The serenade is a cherished courtship custom of primitive societies. Lance Cleaverage, the best banjo player in the Turkey Tracks, with a flexible, vibrant, colorful baritone voice, had 65 often gone serenading with the other boys; but this—tonight—was different. He felt like singing, and singing to Callista; for the moment it was his form of expression. What he sang was his own version of an old-world ballad, with his love's name in place of the Scottish girl's to whom it was addressed three hundred years ago in the highlands of another hemisphere. Unashamed, unafraid—would anything ever make Lance either ashamed or afraid?—he stood in the white moonlight and sent forth his passionate, masterful call of love on the wings of song.

Callista's heart beat wildly against her arms where she rested on the window sill. Her lips were apart, and the breath came through them quick and uneven. Despite herself, she leaned forward and looked back into the eyes that gazed up at her. Was this Lance, the indifferent, taunting, insouciant, here under her window alone, looking up so at her—playing, singing, to her? Oh, yes, it was Lance. He wanted her, said the swift importunate notes of the banjo, the pleading tones of his voice, the bold yet loverlike attitude of the man. He wanted her. Well—a flood of tender warmth rose in her—she wanted him! For the first time probably in her life—misshapen, twisted to the expression of the coquette, the high and mighty, scornful miss who finds no lover to her taste—Callista was all a woman. The 66 fires of her nature flamed to answer the kindred fire of his. The last, teasing note of the banjo quavered into silence. Lance pulled the ribbon over his head, laid the instrument by—without ever taking his eyes from her face—and said, hardly above a whisper,

"Callista, honey, come down."

No retort was ready for him.

"I—oh, I can't, Lance," was all Callista could utter.

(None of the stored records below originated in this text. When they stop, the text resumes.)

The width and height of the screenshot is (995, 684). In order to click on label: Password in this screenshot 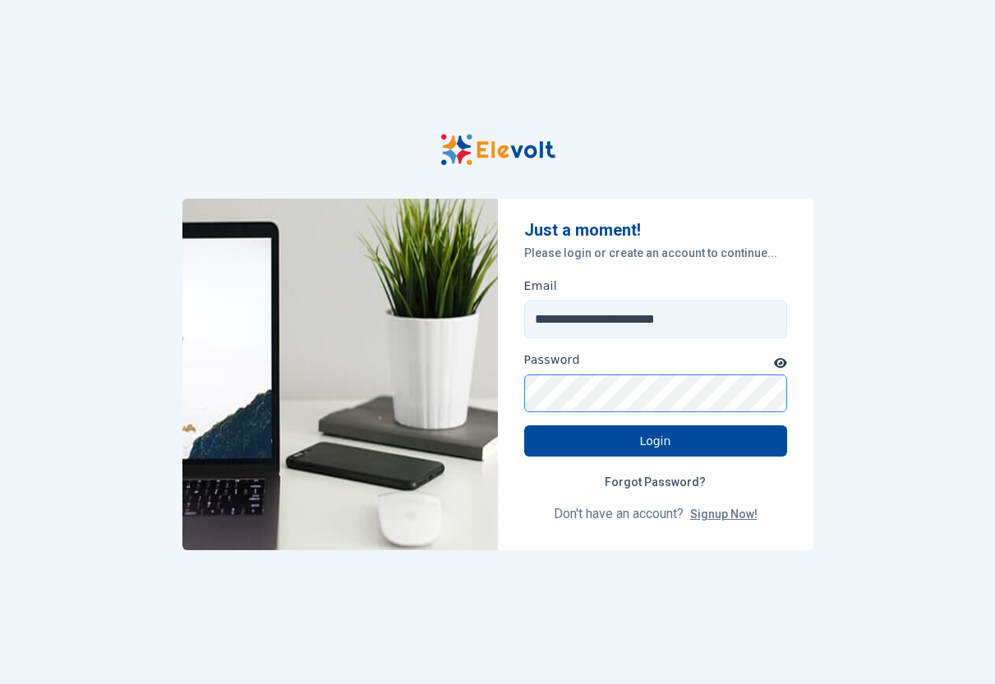, I will do `click(552, 360)`.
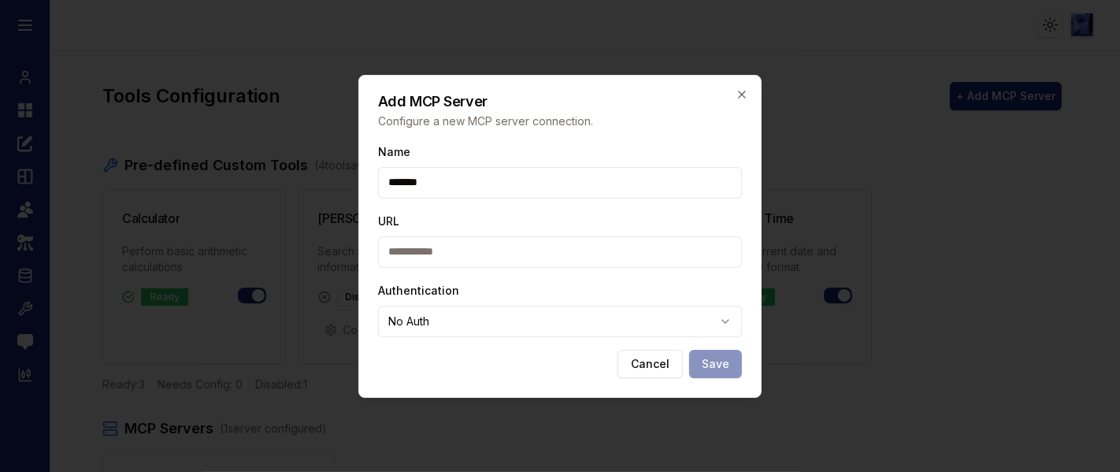 Image resolution: width=1120 pixels, height=472 pixels. Describe the element at coordinates (394, 151) in the screenshot. I see `label: Name` at that location.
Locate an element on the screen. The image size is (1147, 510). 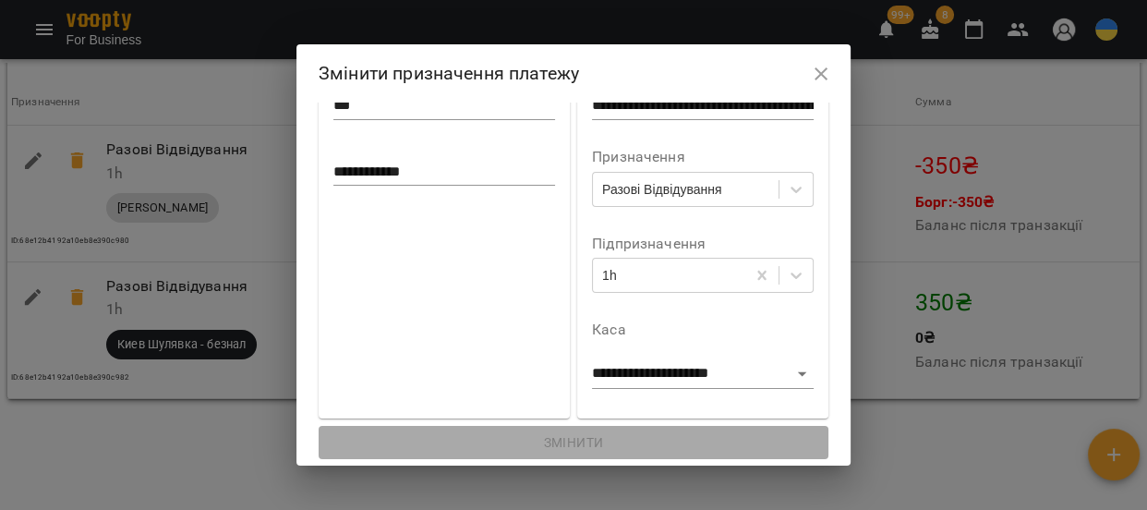
h6: Змінити призначення платежу is located at coordinates (574, 73).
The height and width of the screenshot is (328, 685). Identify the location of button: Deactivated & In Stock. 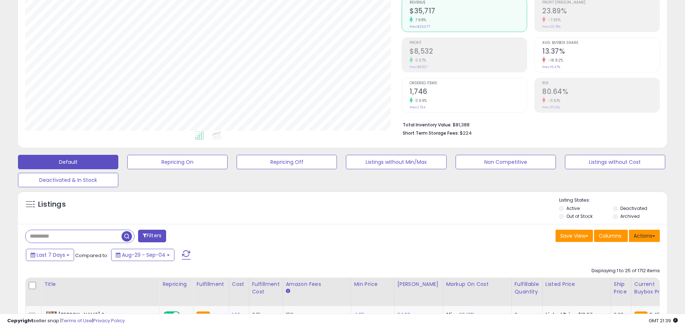
(68, 180).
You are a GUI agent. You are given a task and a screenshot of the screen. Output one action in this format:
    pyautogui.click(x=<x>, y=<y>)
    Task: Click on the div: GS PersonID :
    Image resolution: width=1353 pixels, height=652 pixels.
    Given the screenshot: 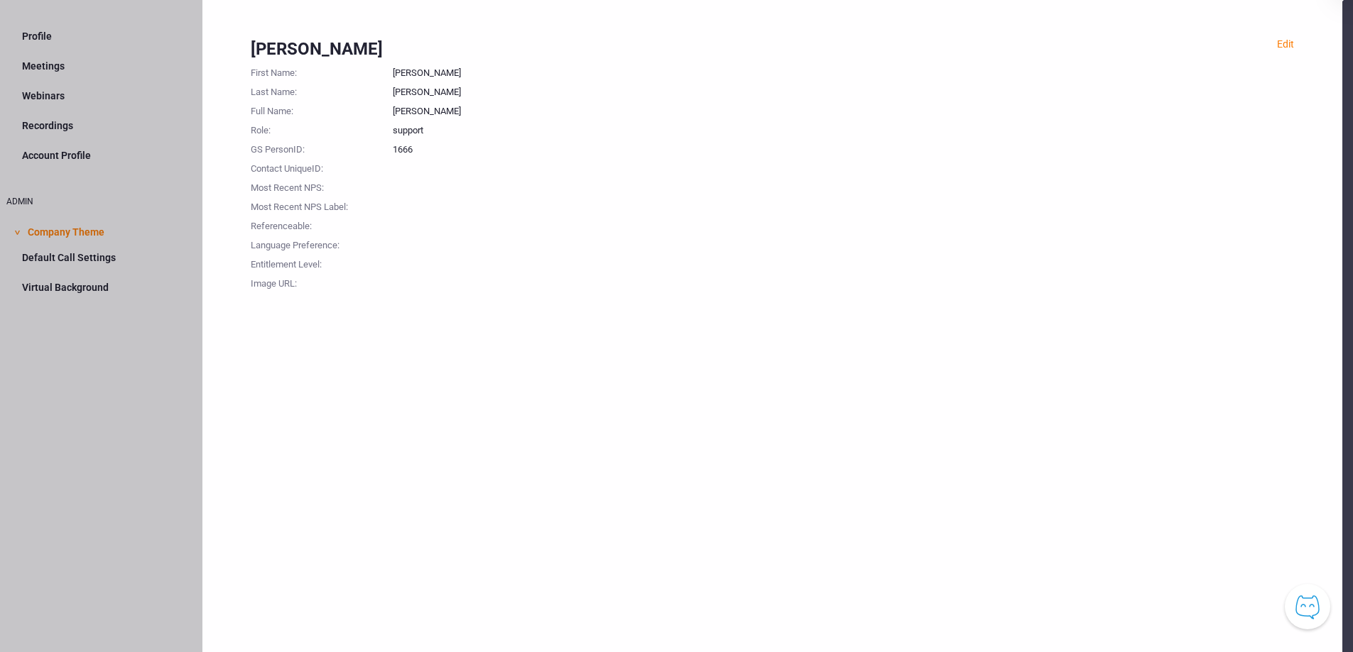 What is the action you would take?
    pyautogui.click(x=322, y=147)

With a "Well, I'm a-comin' up there, then," he sprang into the muscadine vine whose rope-like trunks ran up around the doorway below her. She only caught her breath and watched in desperate anxiety the reckless venture. And when he reached the level of her window, when, swinging insecurely in a loop of the vine, he stretched his arms to her, ready arms answered him and went round his neck. A face passion pale was raised to him, and eager, tremulous lips met his.

They drew apart an instant, then Callista—overwhelmed, frightened at herself—with a swift movement hid her face on his breast. He bent over her, and laid his dark cheek against hers, that was like a pearl. His arms drew her closer, closer; the two young hearts beat plungingly against each other. The arms that strained Callista so hard to Lance's breast trembled, and her slender body trembled within them. Lance's shining eyes closed.

67 "Callista—honey—darlin'," he whispered brokenly, "you do love me."

"Oh, Lance—Oh, Lance!" she breathed back.

And then his lips went seeking hers once more. She lifted them to him, and the lovers clung long so. The world swung meaninglessly on in space. The two clasped close in each other's arms were so newly, so intensely, blindingly, electrically awake to themselves and to each other, that they were utterly insensible to all else.